Having your music described as somber and melancholy may not sound like a formula for a successful musical career, but it has worked for Canadien Leif Vollebekk. As a teen in Ottawa, Vollebekk found the music of Dylan, Neil Young and Lou Reed while also developing an appreciation for the beat generation writers Allen Ginsburg and Charles Bukowski. His musical interest was focused on composition until Dylan’s Simple Twist of Fate turned him towards lyrics.
Vollebekk moved to Iceland for a while to pursue his Nordic roots and worked on his music in the unique environment Iceland’s culture provides. After getting a sound he liked, Vollebekk returned to Canada and settled in Montreal, where he produced his first record Inland. The album drew from Vollebekk’s Iceland experiences.
Leif Vollebekk toured for two years prior to starting work on a second record. North Americana. The record took two years to produce, involving recording sessions in Montreal, New York, and France. His recording technique drew critical praise for its dependence on recording live to tape.
A third album in 2016 received a nomination for Canada’s Polaris Prize. Vollebekk described the writing of the songs on Twin Solitude as driven by the lessons he learned from singing other people’s songs being that none of those other artists seemed worried about anything except laying down their own souls, flat out. “I used to think, ‘This will be kinda like a Neil Young song,’ ‘This will be kinda like a Bob Dylan song,’” he recalled. “I kinda ran out of people to imitate. And then there was just me.”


Problem requirements » Only the lines holding "nerve" are wanted. Copy every one from the records below.

________________________________________

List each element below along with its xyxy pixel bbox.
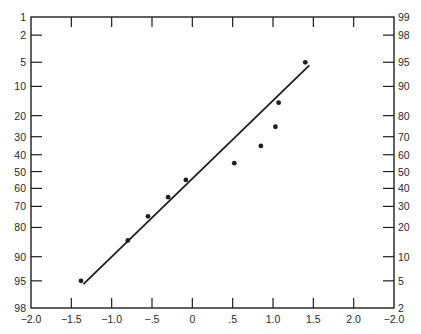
fitted-line bbox=[83, 65, 309, 284]
y-right-tick-label: 10 bbox=[398, 251, 410, 263]
y-left-tick-label: 50 bbox=[14, 166, 26, 178]
data-point bbox=[276, 100, 281, 105]
data-series bbox=[79, 60, 310, 284]
y-right-tick-label: 95 bbox=[398, 56, 410, 68]
y-right-tick-label: 50 bbox=[398, 166, 410, 178]
y-right-tick-label: 30 bbox=[398, 200, 410, 212]
y-right-tick-label: 5 bbox=[398, 275, 404, 287]
y-axis-left: 1251020304050607080909598 bbox=[14, 11, 42, 314]
y-left-tick-label: 2 bbox=[20, 29, 26, 41]
x-axis: −2.0−1.5−1.0−.50.51.01.52.0−2.0 bbox=[21, 17, 405, 325]
y-right-tick-label: 98 bbox=[398, 29, 410, 41]
data-point bbox=[183, 178, 188, 183]
data-point bbox=[146, 214, 151, 219]
y-left-tick-label: 30 bbox=[14, 131, 26, 143]
y-right-tick-label: 2 bbox=[398, 302, 404, 314]
y-axis-right: 99989590807060504030201052 bbox=[383, 11, 410, 314]
x-tick-label: .5 bbox=[228, 313, 237, 325]
y-left-tick-label: 70 bbox=[14, 200, 26, 212]
x-tick-label: −2.0 bbox=[384, 313, 405, 325]
y-left-tick-label: 20 bbox=[14, 110, 26, 122]
data-point bbox=[232, 161, 237, 166]
plot-frame bbox=[31, 17, 394, 308]
y-left-tick-label: 98 bbox=[14, 302, 26, 314]
x-tick-label: −1.0 bbox=[101, 313, 122, 325]
y-left-tick-label: 80 bbox=[14, 221, 26, 233]
probability-plot: −2.0−1.5−1.0−.50.51.01.52.0−2.0 12510203… bbox=[0, 0, 421, 334]
y-left-tick-label: 1 bbox=[20, 11, 26, 23]
y-right-tick-label: 90 bbox=[398, 80, 410, 92]
y-right-tick-label: 60 bbox=[398, 149, 410, 161]
y-right-tick-label: 80 bbox=[398, 110, 410, 122]
y-right-tick-label: 70 bbox=[398, 131, 410, 143]
y-left-tick-label: 5 bbox=[20, 56, 26, 68]
x-tick-label: −1.5 bbox=[61, 313, 82, 325]
y-left-tick-label: 95 bbox=[14, 275, 26, 287]
data-point bbox=[273, 124, 278, 129]
data-point bbox=[79, 278, 84, 283]
y-right-tick-label: 99 bbox=[398, 11, 410, 23]
x-tick-label: −.5 bbox=[145, 313, 160, 325]
y-left-tick-label: 10 bbox=[14, 80, 26, 92]
y-left-tick-label: 60 bbox=[14, 182, 26, 194]
y-right-tick-label: 40 bbox=[398, 182, 410, 194]
x-tick-label: 1.0 bbox=[266, 313, 281, 325]
y-left-tick-label: 40 bbox=[14, 149, 26, 161]
x-tick-label: 1.5 bbox=[306, 313, 321, 325]
x-tick-label: 0 bbox=[189, 313, 195, 325]
data-point bbox=[166, 195, 171, 200]
data-point bbox=[303, 60, 308, 65]
data-point bbox=[259, 144, 264, 149]
x-tick-label: 2.0 bbox=[346, 313, 361, 325]
y-left-tick-label: 90 bbox=[14, 251, 26, 263]
x-tick-label: −2.0 bbox=[21, 313, 42, 325]
y-right-tick-label: 20 bbox=[398, 221, 410, 233]
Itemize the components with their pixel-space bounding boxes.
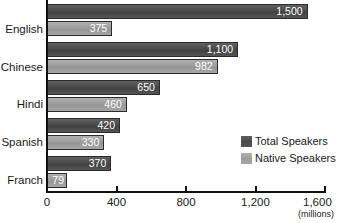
bar-value-native-chinese: 982 [195,61,217,72]
x-tick-800 [185,186,187,192]
category-label-chinese: Chinese [0,62,43,74]
x-axis-unit-label: (millions) [298,209,334,219]
x-tick-400 [116,186,118,192]
legend-swatch-native-speakers [241,153,252,164]
category-label-english: English [0,24,43,36]
bar-total-franch: 370 [47,156,111,171]
bar-value-native-franch: 79 [52,175,66,186]
bar-total-english: 1,500 [47,4,308,19]
bar-native-english: 375 [47,21,112,36]
legend-swatch-total-speakers [241,136,252,147]
chart-legend: Total Speakers Native Speakers [241,136,336,170]
bar-value-total-spanish: 420 [97,120,119,131]
x-tick-1600 [324,186,326,192]
y-axis-line [46,0,48,193]
bar-value-native-english: 375 [90,23,112,34]
bar-value-total-franch: 370 [89,158,111,169]
x-tick-label-800: 800 [176,196,195,208]
legend-label-native-speakers: Native Speakers [255,153,336,164]
bar-value-total-chinese: 1,100 [207,44,237,55]
bar-group-english: 1,500 375 [47,4,325,38]
bar-total-hindi: 650 [47,80,160,95]
bar-native-franch: 79 [47,173,67,188]
x-tick-0 [46,186,48,192]
bar-native-spanish: 330 [47,135,104,150]
bar-value-native-hindi: 460 [104,99,126,110]
speakers-bar-chart: English Chinese Hindi Spanish Franch 1,5… [0,0,337,223]
x-tick-label-1200: 1,200 [241,196,270,208]
bar-group-hindi: 650 460 [47,80,325,114]
bar-native-hindi: 460 [47,97,127,112]
bar-native-chinese: 982 [47,59,218,74]
bar-total-spanish: 420 [47,118,120,133]
x-tick-label-1600: 1,600 [303,196,332,208]
bar-value-total-english: 1,500 [276,6,306,17]
category-label-hindi: Hindi [0,99,43,111]
x-tick-1200 [255,186,257,192]
category-label-franch: Franch [0,175,43,187]
legend-label-total-speakers: Total Speakers [255,136,328,147]
x-tick-label-0: 0 [44,196,50,208]
bar-value-total-hindi: 650 [137,82,159,93]
bar-value-native-spanish: 330 [82,137,104,148]
legend-item-total-speakers: Total Speakers [241,136,336,147]
legend-item-native-speakers: Native Speakers [241,153,336,164]
category-axis: English Chinese Hindi Spanish Franch [0,0,43,192]
bar-group-chinese: 1,100 982 [47,42,325,76]
x-tick-label-400: 400 [107,196,126,208]
bar-total-chinese: 1,100 [47,42,238,57]
category-label-spanish: Spanish [0,137,43,149]
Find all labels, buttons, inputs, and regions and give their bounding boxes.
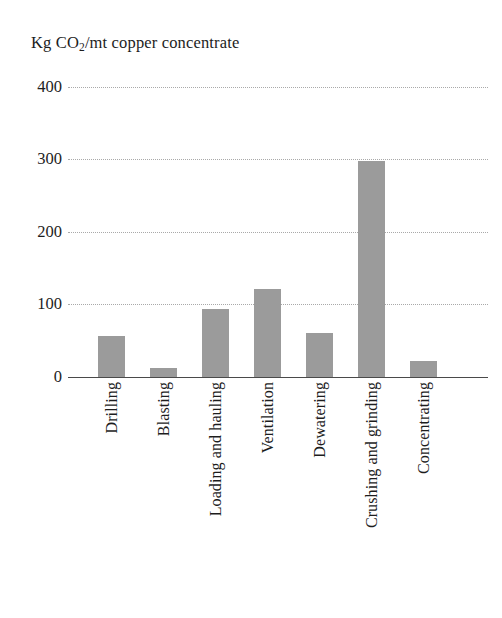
y-axis-tick-labels: 400 300 200 100 0 (0, 87, 62, 377)
y-tick-label-100: 100 (37, 296, 62, 313)
x-tick-label-ventilation: Ventilation (260, 382, 276, 453)
x-tick-dewatering: Dewatering (306, 382, 333, 602)
x-tick-ventilation: Ventilation (254, 382, 281, 602)
bar-ventilation (254, 289, 281, 377)
y-tick-label-300: 300 (37, 151, 62, 168)
bar-chart-figure: Kg CO2/mt copper concentrate 400 300 200… (0, 0, 502, 618)
x-tick-blasting: Blasting (150, 382, 177, 602)
chart-title: Kg CO2/mt copper concentrate (31, 33, 239, 53)
bar-concentrating (410, 361, 437, 377)
bar-drilling (98, 336, 125, 377)
x-axis-line (68, 377, 488, 378)
bar-blasting (150, 368, 177, 377)
chart-title-post: /mt copper concentrate (85, 33, 239, 52)
bar-dewatering (306, 333, 333, 377)
y-tick-label-0: 0 (54, 369, 62, 386)
x-tick-label-drilling: Drilling (104, 382, 120, 433)
x-tick-crushing-and-grinding: Crushing and grinding (358, 382, 385, 602)
x-tick-label-loading-and-hauling: Loading and hauling (208, 382, 224, 516)
x-tick-loading-and-hauling: Loading and hauling (202, 382, 229, 602)
bars-layer (68, 87, 488, 377)
x-tick-label-dewatering: Dewatering (312, 382, 328, 458)
bar-loading-and-hauling (202, 309, 229, 377)
x-tick-label-crushing-and-grinding: Crushing and grinding (364, 382, 380, 528)
x-axis-tick-labels: Drilling Blasting Loading and hauling Ve… (68, 382, 488, 612)
bar-crushing-and-grinding (358, 161, 385, 377)
y-tick-label-400: 400 (37, 79, 62, 96)
y-tick-label-200: 200 (37, 224, 62, 241)
chart-title-subscript: 2 (79, 41, 85, 53)
chart-title-pre: Kg CO (31, 33, 79, 52)
x-tick-label-concentrating: Concentrating (416, 382, 432, 474)
x-tick-label-blasting: Blasting (156, 382, 172, 436)
x-tick-concentrating: Concentrating (410, 382, 437, 602)
x-tick-drilling: Drilling (98, 382, 125, 602)
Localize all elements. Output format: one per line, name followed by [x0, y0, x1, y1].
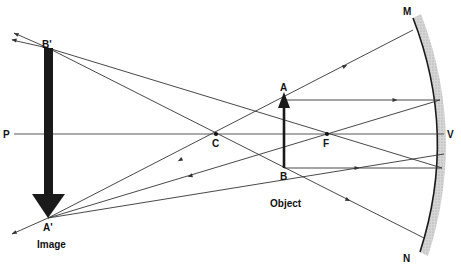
- center-of-curvature-point: [214, 132, 218, 136]
- ray-arrow: [342, 65, 347, 69]
- ray-arrow: [14, 33, 19, 37]
- image-arrow-shaft: [44, 48, 53, 196]
- label-F: F: [323, 138, 329, 149]
- label-M: M: [403, 6, 411, 17]
- ray-arrow: [12, 230, 17, 234]
- label-N: N: [403, 253, 410, 264]
- label-A: A: [280, 82, 287, 93]
- focal-point: [325, 132, 329, 136]
- ray-arrow: [393, 98, 398, 102]
- ray-B-reflected-through-F: [48, 48, 442, 168]
- label-V: V: [447, 129, 454, 140]
- label-C: C: [212, 138, 219, 149]
- ray-B-through-C: [48, 48, 424, 238]
- image-caption: Image: [37, 239, 66, 250]
- ray-A-reflected-through-F: [48, 100, 440, 218]
- concave-mirror-diagram: P C F V M N A B A' B' Object Image: [0, 0, 461, 265]
- label-A-prime: A': [43, 222, 53, 233]
- object-caption: Object: [270, 198, 302, 209]
- ray-arrow: [178, 157, 183, 161]
- ray-arrow: [345, 197, 350, 201]
- label-B: B: [280, 171, 287, 182]
- label-B-prime: B': [42, 39, 52, 50]
- ray-C-reflected: [48, 154, 444, 218]
- label-P: P: [3, 129, 10, 140]
- ray-A-through-C: [48, 30, 413, 218]
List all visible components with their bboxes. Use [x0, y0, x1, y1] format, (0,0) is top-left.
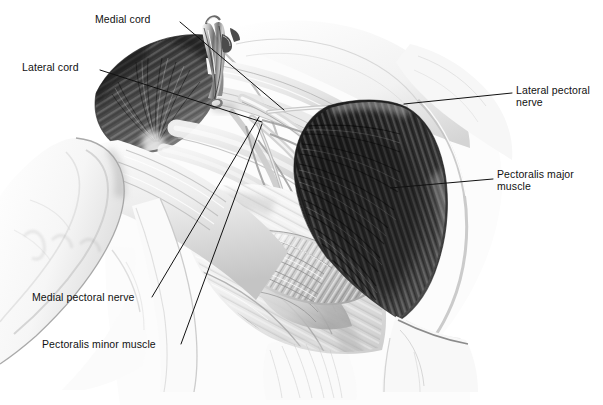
label-lateral-cord: Lateral cord: [22, 61, 79, 73]
label-pectoralis-minor-muscle: Pectoralis minor muscle: [42, 338, 156, 350]
label-lateral-pectoral-nerve: Lateral pectoral nerve: [516, 84, 590, 108]
illustration-canvas: Medial cord Lateral cord Lateral pectora…: [0, 0, 603, 405]
label-pectoralis-major-muscle: Pectoralis major muscle: [497, 168, 574, 192]
label-medial-cord: Medial cord: [95, 13, 150, 25]
label-medial-pectoral-nerve: Medial pectoral nerve: [32, 291, 135, 303]
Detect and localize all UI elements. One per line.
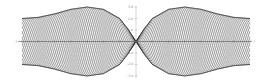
curve-family-plot: -7 7 3.0 2.0 1.0 -1.0 -2.0 -3.0 — [0, 0, 267, 83]
y-tick-label-m2: -2.0 — [127, 62, 133, 66]
y-tick-label-m1: -1.0 — [127, 51, 133, 55]
y-tick-label-1: 1.0 — [128, 28, 133, 32]
y-tick-label-2: 2.0 — [128, 17, 133, 21]
x-tick-label-left: -7 — [14, 40, 17, 44]
x-tick-label-right: 7 — [253, 40, 255, 44]
y-tick-label-3: 3.0 — [128, 5, 133, 9]
y-tick-label-m3: -3.0 — [127, 74, 133, 78]
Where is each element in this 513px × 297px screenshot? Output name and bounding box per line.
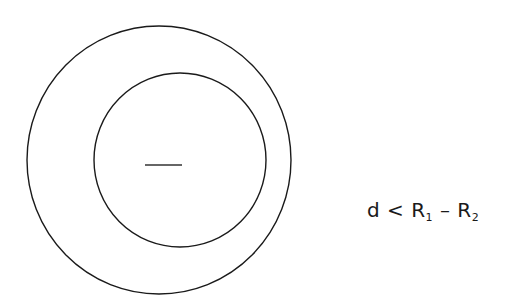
diagram-canvas	[0, 0, 513, 297]
inner-circle	[94, 73, 266, 247]
outer-circle	[27, 26, 291, 294]
formula-less-than: <	[387, 198, 404, 222]
formula-r1: R1	[411, 198, 433, 222]
formula-r2: R2	[457, 198, 479, 222]
formula-distance: d	[367, 198, 380, 222]
formula-minus: –	[440, 198, 451, 222]
condition-formula: d < R1 – R2	[367, 198, 479, 224]
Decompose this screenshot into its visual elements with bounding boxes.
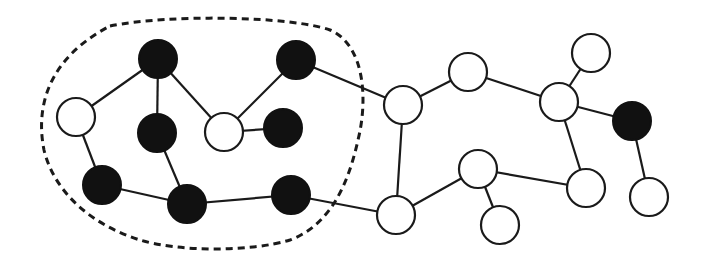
- node-I-black: [272, 176, 310, 214]
- node-O-white: [459, 150, 497, 188]
- node-S-white: [481, 206, 519, 244]
- node-E-black: [277, 41, 315, 79]
- node-B-black: [139, 40, 177, 78]
- node-F-black: [264, 109, 302, 147]
- node-J-white: [384, 86, 422, 124]
- node-Q-white: [630, 178, 668, 216]
- node-H-black: [168, 185, 206, 223]
- nodes-layer: [57, 34, 668, 244]
- node-A-white: [57, 98, 95, 136]
- node-G-black: [83, 166, 121, 204]
- node-D-white: [205, 113, 243, 151]
- node-M-white: [540, 83, 578, 121]
- network-graph-diagram: [0, 0, 701, 265]
- node-K-white: [449, 53, 487, 91]
- node-C-black: [138, 114, 176, 152]
- node-P-white: [567, 169, 605, 207]
- node-N-black: [613, 102, 651, 140]
- node-R-white: [377, 196, 415, 234]
- node-L-white: [572, 34, 610, 72]
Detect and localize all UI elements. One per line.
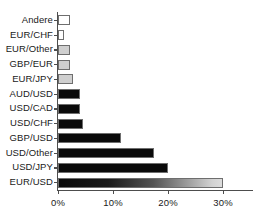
y-tick [54, 123, 58, 124]
y-label-gbp-eur: GBP/EUR [10, 59, 53, 69]
y-tick [54, 167, 58, 168]
bar-usd-chf [58, 119, 83, 129]
x-tick [168, 190, 169, 194]
y-tick [54, 49, 58, 50]
y-tick [54, 153, 58, 154]
y-label-eur-usd: EUR/USD [10, 177, 53, 187]
y-label-eur-jpy: EUR/JPY [12, 74, 53, 84]
bar-andere [58, 15, 70, 25]
y-label-eur-chf: EUR/CHF [10, 30, 53, 40]
y-label-usd-cad: USD/CAD [10, 103, 53, 113]
y-tick [54, 94, 58, 95]
y-tick [54, 182, 58, 183]
y-tick [54, 20, 58, 21]
x-tick-label-10pct: 10% [103, 197, 123, 208]
y-tick [54, 79, 58, 80]
y-label-usd-chf: USD/CHF [10, 118, 53, 128]
y-label-andere: Andere [22, 15, 53, 25]
bar-gbp-usd [58, 133, 121, 143]
y-label-aud-usd: AUD/USD [10, 89, 53, 99]
y-label-usd-jpy: USD/JPY [12, 162, 53, 172]
bar-eur-usd [58, 178, 223, 188]
x-tick-label-0pct: 0% [51, 197, 65, 208]
x-tick [58, 190, 59, 194]
y-tick [54, 138, 58, 139]
x-tick-label-20pct: 20% [158, 197, 178, 208]
bar-usd-jpy [58, 163, 168, 173]
plot-area [58, 13, 254, 190]
bar-eur-chf [58, 30, 64, 40]
bar-gbp-eur [58, 60, 70, 70]
bar-usd-other [58, 148, 154, 158]
y-tick [54, 35, 58, 36]
y-label-usd-other: USD/Other [6, 148, 53, 158]
bar-usd-cad [58, 104, 80, 114]
x-tick-label-30pct: 30% [213, 197, 233, 208]
y-label-gbp-usd: GBP/USD [10, 133, 53, 143]
bar-aud-usd [58, 89, 80, 99]
x-tick [113, 190, 114, 194]
bar-eur-jpy [58, 74, 73, 84]
bar-eur-other [58, 45, 70, 55]
x-tick [223, 190, 224, 194]
y-tick [54, 64, 58, 65]
y-tick [54, 108, 58, 109]
y-label-eur-other: EUR/Other [6, 44, 53, 54]
bar-chart: 0%10%20%30% AndereEUR/CHFEUR/OtherGBP/EU… [0, 0, 262, 224]
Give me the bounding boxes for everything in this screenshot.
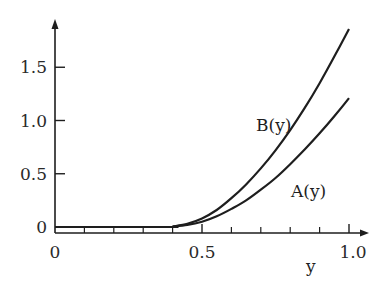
curve-label-a: A(y)	[290, 181, 326, 201]
y-tick-label: 1.5	[20, 57, 47, 77]
x-axis-arrow-icon	[360, 230, 369, 237]
curve-label-b: B(y)	[256, 115, 291, 135]
tick-labels: 00.51.01.500.51.0	[20, 57, 367, 262]
x-tick-label: 1.0	[339, 242, 366, 262]
y-tick-label: 0.5	[20, 164, 47, 184]
y-tick-label: 1.0	[20, 111, 47, 131]
curve-labels: B(y)A(y)	[256, 115, 326, 201]
y-axis-arrow-icon	[52, 19, 59, 29]
x-tick-label: 0.5	[188, 242, 215, 262]
y-tick-label: 0	[36, 217, 47, 237]
x-axis-label: y	[305, 256, 316, 276]
x-tick-label: 0	[50, 242, 61, 262]
chart: 00.51.01.500.51.0 B(y)A(y) y	[0, 0, 390, 295]
axes	[52, 19, 370, 237]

________________________________________

Completed task »
label-lateral-pectoral-nerve: Lateral pectoral nerve: [516, 84, 590, 108]
label-medial-pectoral-nerve: Medial pectoral nerve: [32, 291, 135, 303]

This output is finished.